Two Recent Articles on New Materialism

The Head, the Hand, and Matter: New Materialism and the Politics of Knowledge

P Rekret – Theory, Culture & Society, 2018
This article seeks to examine the political connotations of a recent ‘material turn’ in social and political theory and its implications for theorizations of political agency. ‘New materialist’ theories are premised upon transcending the limits which social constructivism places upon thought, viewed as a reification of the division of subject and object and so a hubristic anthropocentrism which places human beings at the centre of social existence. Yet new materialist theories have tended to locate the conditions of the separation of mind and world they seek to overcome upon the terrain of epistemic or ethical error. By taking the work of Quentin Meillassoux, Jane Bennett and Karen Barad as exemplary, this article contends that new materialist theories not only fall short of their own materialist pretensions insofar as they do not interrogate the material conditions of the separation of the mental and material, but that the failure to do so has profound repercussions for the success of their accounts of political agency. This essay seeks to offer a counter-narrative to new materialist theories by situating the hierarchy between thought and world as a structural feature of capitalist social relations.

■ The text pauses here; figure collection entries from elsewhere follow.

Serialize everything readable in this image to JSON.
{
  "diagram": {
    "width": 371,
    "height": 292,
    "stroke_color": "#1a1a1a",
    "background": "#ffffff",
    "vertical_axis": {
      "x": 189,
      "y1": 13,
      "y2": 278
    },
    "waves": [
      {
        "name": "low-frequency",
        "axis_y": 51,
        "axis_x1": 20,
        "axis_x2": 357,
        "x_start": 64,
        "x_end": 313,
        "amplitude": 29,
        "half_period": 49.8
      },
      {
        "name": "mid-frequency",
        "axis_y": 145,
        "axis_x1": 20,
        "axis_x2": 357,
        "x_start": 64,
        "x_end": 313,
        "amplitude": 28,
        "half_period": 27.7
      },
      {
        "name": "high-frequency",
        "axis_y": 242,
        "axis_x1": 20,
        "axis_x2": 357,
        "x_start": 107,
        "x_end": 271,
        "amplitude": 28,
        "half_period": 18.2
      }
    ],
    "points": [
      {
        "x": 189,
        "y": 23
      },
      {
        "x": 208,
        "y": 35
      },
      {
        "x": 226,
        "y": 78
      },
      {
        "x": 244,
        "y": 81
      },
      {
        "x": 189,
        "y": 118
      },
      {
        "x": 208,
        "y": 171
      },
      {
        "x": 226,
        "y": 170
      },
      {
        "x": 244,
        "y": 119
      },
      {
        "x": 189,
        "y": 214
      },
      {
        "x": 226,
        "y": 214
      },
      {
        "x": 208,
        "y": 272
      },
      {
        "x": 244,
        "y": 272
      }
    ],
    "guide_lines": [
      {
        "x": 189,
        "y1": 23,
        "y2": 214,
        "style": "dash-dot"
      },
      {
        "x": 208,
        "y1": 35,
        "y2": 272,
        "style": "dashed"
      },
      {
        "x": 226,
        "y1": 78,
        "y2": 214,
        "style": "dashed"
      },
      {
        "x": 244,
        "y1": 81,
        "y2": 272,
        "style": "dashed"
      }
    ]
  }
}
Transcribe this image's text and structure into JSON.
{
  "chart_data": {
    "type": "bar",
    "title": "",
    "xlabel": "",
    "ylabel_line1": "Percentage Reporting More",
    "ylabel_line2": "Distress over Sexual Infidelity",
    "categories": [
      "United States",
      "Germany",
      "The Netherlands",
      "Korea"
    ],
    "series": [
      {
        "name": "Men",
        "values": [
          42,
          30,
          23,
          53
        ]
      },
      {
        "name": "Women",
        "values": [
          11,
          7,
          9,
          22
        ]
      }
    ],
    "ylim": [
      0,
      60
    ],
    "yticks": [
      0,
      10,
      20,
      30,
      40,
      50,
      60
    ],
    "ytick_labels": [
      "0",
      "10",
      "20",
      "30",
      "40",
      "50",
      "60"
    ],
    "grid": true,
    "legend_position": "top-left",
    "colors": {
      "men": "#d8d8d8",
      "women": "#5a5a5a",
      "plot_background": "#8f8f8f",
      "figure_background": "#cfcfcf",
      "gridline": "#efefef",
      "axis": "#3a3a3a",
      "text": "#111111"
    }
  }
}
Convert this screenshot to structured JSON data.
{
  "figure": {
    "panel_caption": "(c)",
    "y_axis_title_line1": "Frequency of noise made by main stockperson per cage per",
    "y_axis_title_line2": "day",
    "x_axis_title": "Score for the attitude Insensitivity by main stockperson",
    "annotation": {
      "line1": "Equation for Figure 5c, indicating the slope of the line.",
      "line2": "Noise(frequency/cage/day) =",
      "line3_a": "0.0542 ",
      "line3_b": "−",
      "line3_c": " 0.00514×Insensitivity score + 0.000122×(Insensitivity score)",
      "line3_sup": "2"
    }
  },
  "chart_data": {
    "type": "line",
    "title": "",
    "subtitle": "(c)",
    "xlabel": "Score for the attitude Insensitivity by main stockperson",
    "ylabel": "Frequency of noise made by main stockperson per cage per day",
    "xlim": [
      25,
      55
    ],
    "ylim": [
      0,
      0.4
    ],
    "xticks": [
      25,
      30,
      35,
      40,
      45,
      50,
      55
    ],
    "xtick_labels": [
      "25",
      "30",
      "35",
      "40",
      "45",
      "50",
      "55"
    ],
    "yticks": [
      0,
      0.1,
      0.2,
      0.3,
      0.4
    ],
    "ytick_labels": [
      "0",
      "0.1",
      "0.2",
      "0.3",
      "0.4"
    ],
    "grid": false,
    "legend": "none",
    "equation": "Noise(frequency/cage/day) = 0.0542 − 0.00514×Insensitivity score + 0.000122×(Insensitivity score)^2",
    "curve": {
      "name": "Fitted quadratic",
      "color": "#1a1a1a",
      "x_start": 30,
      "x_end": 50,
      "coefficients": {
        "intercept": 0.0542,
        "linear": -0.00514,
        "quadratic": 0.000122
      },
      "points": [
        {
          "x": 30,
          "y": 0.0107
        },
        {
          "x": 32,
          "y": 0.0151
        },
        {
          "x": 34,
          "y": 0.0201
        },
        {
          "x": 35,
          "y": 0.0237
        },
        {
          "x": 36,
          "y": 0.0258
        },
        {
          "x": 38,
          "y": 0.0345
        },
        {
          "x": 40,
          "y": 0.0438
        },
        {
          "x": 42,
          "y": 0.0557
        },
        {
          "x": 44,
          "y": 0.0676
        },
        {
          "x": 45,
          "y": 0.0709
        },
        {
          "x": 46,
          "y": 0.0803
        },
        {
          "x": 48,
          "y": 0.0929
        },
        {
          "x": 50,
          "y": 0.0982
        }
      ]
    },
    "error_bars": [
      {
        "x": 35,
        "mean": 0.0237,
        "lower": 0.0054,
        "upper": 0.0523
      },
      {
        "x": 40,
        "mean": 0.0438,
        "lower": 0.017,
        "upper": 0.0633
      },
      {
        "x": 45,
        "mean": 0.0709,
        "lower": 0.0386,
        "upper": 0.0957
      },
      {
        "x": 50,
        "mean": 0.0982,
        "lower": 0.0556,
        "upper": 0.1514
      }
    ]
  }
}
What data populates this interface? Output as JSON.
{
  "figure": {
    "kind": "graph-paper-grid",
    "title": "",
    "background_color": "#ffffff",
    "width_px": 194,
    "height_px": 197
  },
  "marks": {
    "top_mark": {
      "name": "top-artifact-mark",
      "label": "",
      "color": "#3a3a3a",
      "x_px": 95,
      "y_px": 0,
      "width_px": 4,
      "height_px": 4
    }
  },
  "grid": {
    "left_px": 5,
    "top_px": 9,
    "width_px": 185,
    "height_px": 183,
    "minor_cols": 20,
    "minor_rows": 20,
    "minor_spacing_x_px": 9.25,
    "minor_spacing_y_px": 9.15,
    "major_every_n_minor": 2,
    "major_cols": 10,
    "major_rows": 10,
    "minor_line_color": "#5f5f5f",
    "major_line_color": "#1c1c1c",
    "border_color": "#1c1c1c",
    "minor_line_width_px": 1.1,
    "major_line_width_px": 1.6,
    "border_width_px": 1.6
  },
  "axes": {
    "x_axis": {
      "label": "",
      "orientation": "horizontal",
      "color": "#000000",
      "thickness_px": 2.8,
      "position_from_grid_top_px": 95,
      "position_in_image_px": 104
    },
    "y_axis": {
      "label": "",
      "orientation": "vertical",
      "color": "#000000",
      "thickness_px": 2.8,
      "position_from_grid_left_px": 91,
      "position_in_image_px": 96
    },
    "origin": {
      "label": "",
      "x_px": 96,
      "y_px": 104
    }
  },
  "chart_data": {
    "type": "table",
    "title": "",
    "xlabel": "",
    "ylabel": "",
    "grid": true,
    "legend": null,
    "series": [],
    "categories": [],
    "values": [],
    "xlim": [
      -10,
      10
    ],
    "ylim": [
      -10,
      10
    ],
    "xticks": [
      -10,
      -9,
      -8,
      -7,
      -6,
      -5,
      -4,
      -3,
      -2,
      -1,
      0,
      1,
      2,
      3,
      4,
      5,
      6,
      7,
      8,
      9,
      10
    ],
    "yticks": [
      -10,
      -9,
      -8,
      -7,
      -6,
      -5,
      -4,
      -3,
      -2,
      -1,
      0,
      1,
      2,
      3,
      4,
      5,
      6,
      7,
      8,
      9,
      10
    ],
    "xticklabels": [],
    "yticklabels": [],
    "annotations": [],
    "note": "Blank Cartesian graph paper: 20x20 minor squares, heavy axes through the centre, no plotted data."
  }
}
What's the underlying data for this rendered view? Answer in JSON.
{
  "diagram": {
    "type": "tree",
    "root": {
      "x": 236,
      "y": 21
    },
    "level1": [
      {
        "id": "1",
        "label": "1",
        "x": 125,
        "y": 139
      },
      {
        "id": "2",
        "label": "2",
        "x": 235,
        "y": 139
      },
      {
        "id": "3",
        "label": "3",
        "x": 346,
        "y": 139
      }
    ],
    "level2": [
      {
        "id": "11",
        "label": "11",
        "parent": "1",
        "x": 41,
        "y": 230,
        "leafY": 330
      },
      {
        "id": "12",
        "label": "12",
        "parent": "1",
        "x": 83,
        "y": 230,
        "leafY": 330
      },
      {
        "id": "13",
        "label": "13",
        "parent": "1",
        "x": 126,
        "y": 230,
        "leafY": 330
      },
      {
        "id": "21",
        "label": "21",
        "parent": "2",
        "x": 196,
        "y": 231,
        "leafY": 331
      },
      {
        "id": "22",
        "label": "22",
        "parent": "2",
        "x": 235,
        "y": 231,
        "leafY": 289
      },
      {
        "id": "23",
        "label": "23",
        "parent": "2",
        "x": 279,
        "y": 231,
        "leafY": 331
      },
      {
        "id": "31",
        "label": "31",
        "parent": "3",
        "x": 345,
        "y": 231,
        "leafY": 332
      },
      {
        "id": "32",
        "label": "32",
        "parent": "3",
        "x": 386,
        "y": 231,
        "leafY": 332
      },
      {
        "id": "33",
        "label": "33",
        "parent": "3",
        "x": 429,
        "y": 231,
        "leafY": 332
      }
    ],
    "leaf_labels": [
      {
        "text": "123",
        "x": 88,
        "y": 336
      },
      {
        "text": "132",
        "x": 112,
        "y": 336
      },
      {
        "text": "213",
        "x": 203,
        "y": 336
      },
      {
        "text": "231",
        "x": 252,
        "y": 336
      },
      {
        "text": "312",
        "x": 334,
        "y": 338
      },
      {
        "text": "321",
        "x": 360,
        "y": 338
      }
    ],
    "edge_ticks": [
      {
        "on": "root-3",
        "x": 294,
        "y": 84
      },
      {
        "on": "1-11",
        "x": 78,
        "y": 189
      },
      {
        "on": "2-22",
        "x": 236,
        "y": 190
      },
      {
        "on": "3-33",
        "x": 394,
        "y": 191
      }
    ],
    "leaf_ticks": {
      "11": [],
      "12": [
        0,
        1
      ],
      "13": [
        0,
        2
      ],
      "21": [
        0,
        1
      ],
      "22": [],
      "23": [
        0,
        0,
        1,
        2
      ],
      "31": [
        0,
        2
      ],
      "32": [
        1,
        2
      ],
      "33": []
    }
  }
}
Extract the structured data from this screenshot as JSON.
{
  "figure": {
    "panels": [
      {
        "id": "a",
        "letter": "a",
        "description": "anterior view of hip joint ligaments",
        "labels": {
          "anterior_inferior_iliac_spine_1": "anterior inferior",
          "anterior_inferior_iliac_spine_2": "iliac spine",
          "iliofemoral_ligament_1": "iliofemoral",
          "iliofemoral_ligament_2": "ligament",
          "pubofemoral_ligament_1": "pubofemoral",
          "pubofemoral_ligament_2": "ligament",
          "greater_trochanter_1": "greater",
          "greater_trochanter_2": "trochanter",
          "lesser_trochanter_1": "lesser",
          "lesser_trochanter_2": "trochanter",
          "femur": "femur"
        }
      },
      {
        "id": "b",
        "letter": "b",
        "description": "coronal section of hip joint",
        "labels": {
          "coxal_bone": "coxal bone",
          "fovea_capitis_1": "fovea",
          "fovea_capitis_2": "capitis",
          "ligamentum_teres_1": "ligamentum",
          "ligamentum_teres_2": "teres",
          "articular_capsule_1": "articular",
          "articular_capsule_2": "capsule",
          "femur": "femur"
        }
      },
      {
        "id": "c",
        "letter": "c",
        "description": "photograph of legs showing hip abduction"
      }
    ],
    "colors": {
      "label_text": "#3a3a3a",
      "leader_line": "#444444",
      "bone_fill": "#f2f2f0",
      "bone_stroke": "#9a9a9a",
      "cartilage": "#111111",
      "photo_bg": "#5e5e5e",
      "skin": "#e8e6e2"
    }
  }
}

Materia Agens, Materia Loquens: Ecocriticism and the Narrative Agency of Matter

S Iovino – 2018

Inspired by the theoretical debates about distributed fields of agency and of meaning, the so-called “material turn” sheds its effects also on ecocriticism. Its main conceptual tenet, the agency of matter, has in fact vast implications on the ideas of narrativity and text. If matter is agentic, and endowed with meanings, every material configuration, from bodies to their contexts of living, is “telling,” and therefore can be the object of a critical analysis aimed at discovering its stories, its material and discursive interplays, its place in a “cho- reography of becoming.” In this article I will explore this new dimension of ecocriticism looking at the example of some meaningful narratives about the intermingling of living bodies, social forms, and what, following Bruno Latour, we can call “actants”: “things” or assemblages of things that, in various forms and patterns, interact and interfere with human life, interlacing with the emerging meanings and agencies. In particular, I will concentrate on visual media and literary “embodied” narratives that show how the “material self” is a crossroads of multiple agencies.